◼ When it comes to stopping systemic reform, the California affiliates of the National Education Association and the American Federation of Teachers will spend as much money as they can to do so.
Nine years ago, the two unions spent profligately to defeat a school choice initiative. Two years later in 2005, the two unions spent millions — including $58 million from the NEA branch alone — to defeat then-Gov. Arnold Schwarzenegger’s ballot initiative to increase the number of years newly-hired teachers gained near-lifetime employment from two years to five, and other initiatives aimed at reducing state spending. In the process, the NEA and AFT helped their public sector union allies weaken Schwarzenegger’s efforts to overhaul the state’s byzantine government structure and fix its woeful fiscal condition.
...the two unions have gotten their way on nearly every educational issue — including the passage of a law last year that bans districts from laying off teachers at the expense of fewer days in school for children in need of more time in classrooms, and Brown’s decision to cancel funding for the CalTIDES teacher data system (effectively ending efforts to overhaul teacher evaluations).
But now, the NEA and AFT find themselves on the defensive where it counts: The millions in union dues it collects annually from rank-and-file members (including teachers forced to pay so-called agency fees despite not being interested in union membership). Thanks to Sacramento-based election lawyer and ballot mastermind Tom Hiltachk, the two unions (along with other public sector unions such as the American Federation of State, County, and Municipal Employees) must now deal with Proposition 32, a campaign finance law that would stop them from using member dues for financing ballot and political campaigns. Taking a page out of Wisconsin Gov. Scott Walker’s successful passage of the collective bargaining ban, which also put an end to the NEA and AFT forcing teachers and others to pay dues to them, Prop. 32 would only allow the two unions to collect campaign cash from members and those teachers who aren’t members but are generally supportive of their defense of traditional public education policies and practices.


Your answer should hold only the lines from the start of the data below through the line with "The image size is (732, 360).", copied exactly, with pictures left out.

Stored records
--
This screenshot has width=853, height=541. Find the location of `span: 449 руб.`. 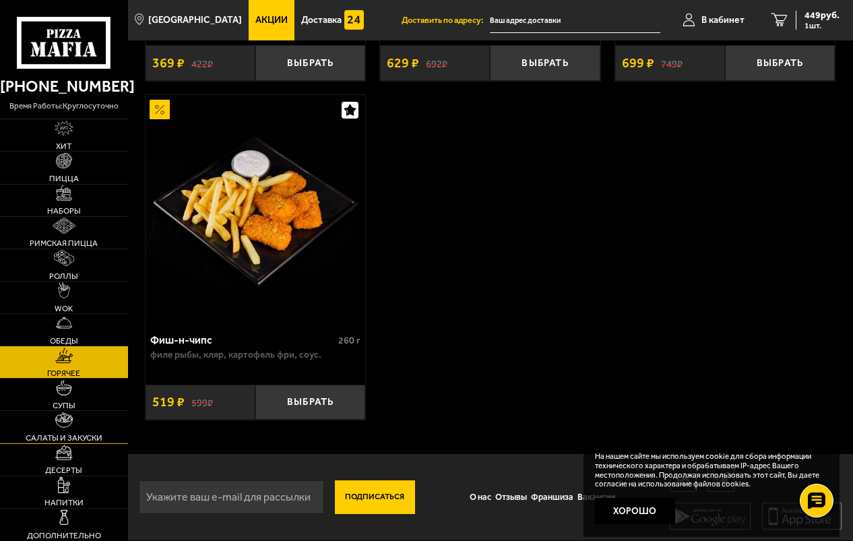

span: 449 руб. is located at coordinates (822, 16).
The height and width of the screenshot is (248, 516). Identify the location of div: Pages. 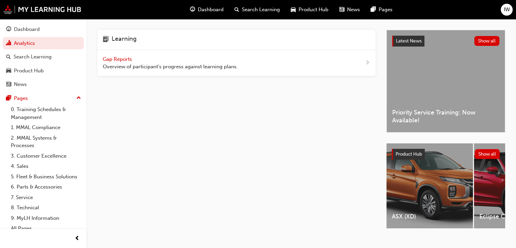
(21, 98).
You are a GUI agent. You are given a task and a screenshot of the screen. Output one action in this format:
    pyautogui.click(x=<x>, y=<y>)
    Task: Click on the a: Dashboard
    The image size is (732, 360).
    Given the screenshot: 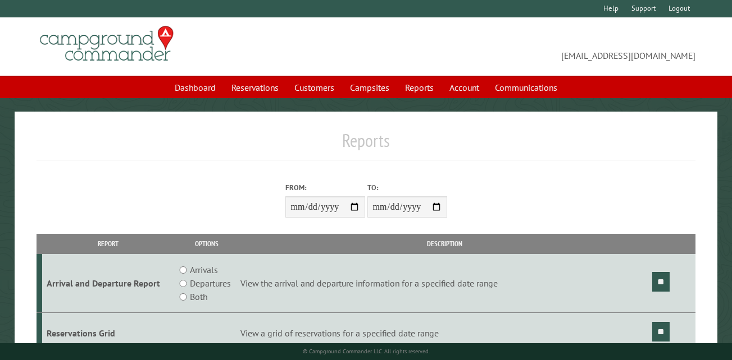 What is the action you would take?
    pyautogui.click(x=195, y=88)
    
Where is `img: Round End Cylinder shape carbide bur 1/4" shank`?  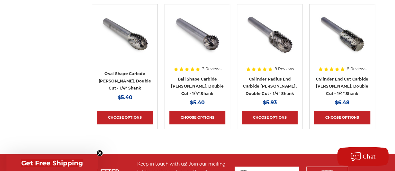
img: Round End Cylinder shape carbide bur 1/4" shank is located at coordinates (269, 34).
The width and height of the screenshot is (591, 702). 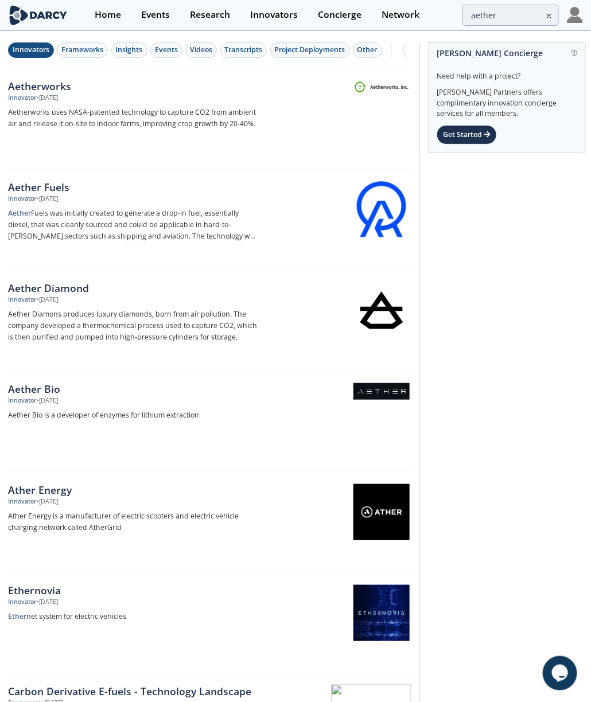 I want to click on img: Aether Bio, so click(x=382, y=391).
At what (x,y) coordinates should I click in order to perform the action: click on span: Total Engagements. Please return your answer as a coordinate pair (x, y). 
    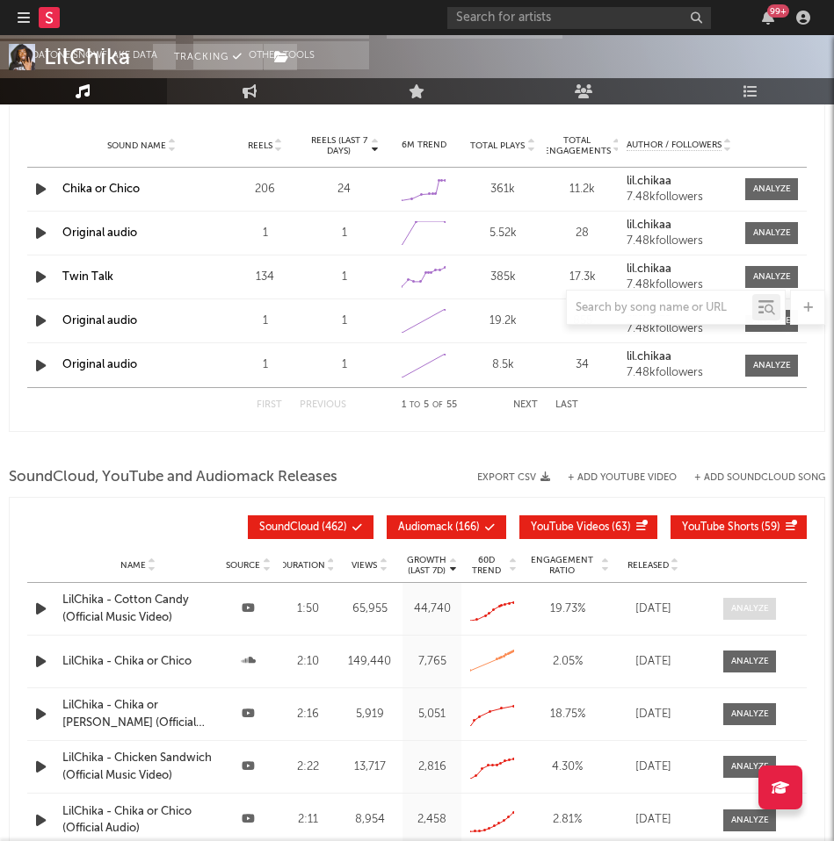
    Looking at the image, I should click on (577, 146).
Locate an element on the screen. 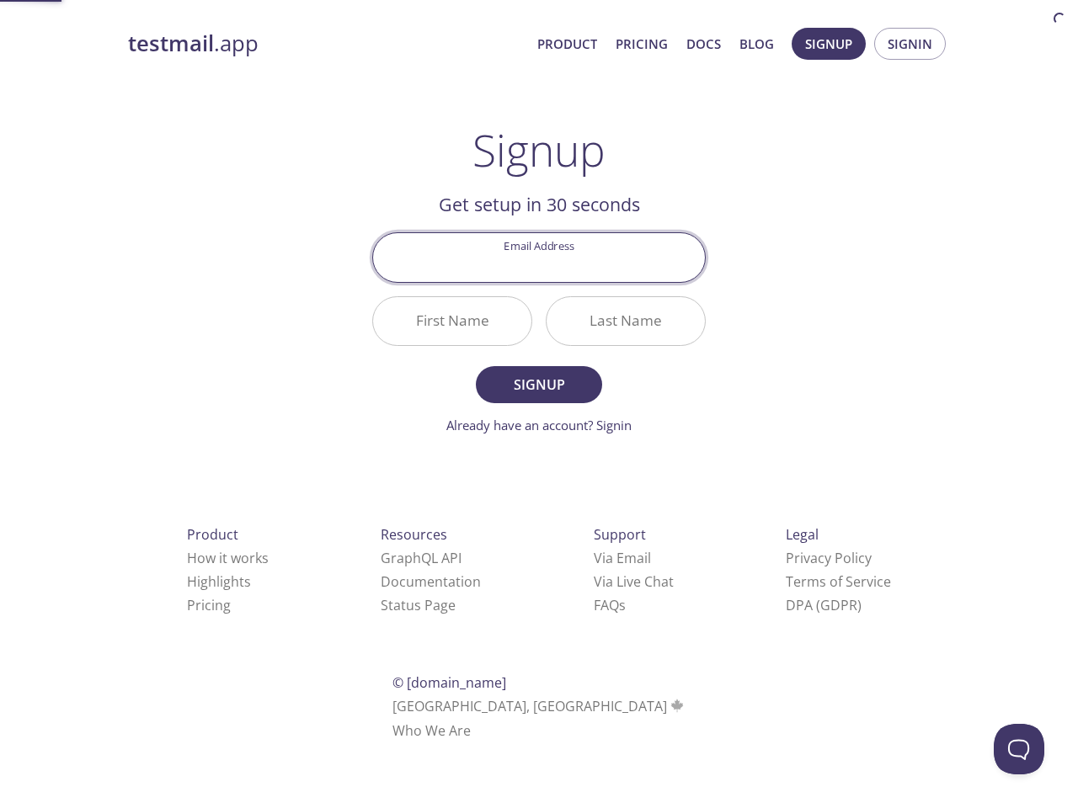 Image resolution: width=1078 pixels, height=808 pixels. a: Privacy Policy is located at coordinates (828, 558).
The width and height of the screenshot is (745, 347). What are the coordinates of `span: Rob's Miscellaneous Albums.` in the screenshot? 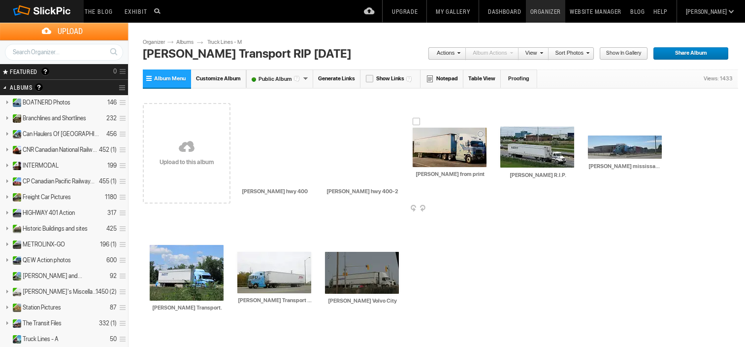 It's located at (61, 292).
--
→ **Response to this task**:
This screenshot has width=853, height=541. Find the location of `span: 449 руб.`. 

span: 449 руб. is located at coordinates (822, 16).
The height and width of the screenshot is (248, 516). Identify the location of div: Pages. 
(21, 98).
You are a GUI agent. You are given a task and a screenshot of the screen. Output one action in this format:
    pyautogui.click(x=<x>, y=<y>)
    Task: Click on the a: Dashboard
    The image size is (732, 360).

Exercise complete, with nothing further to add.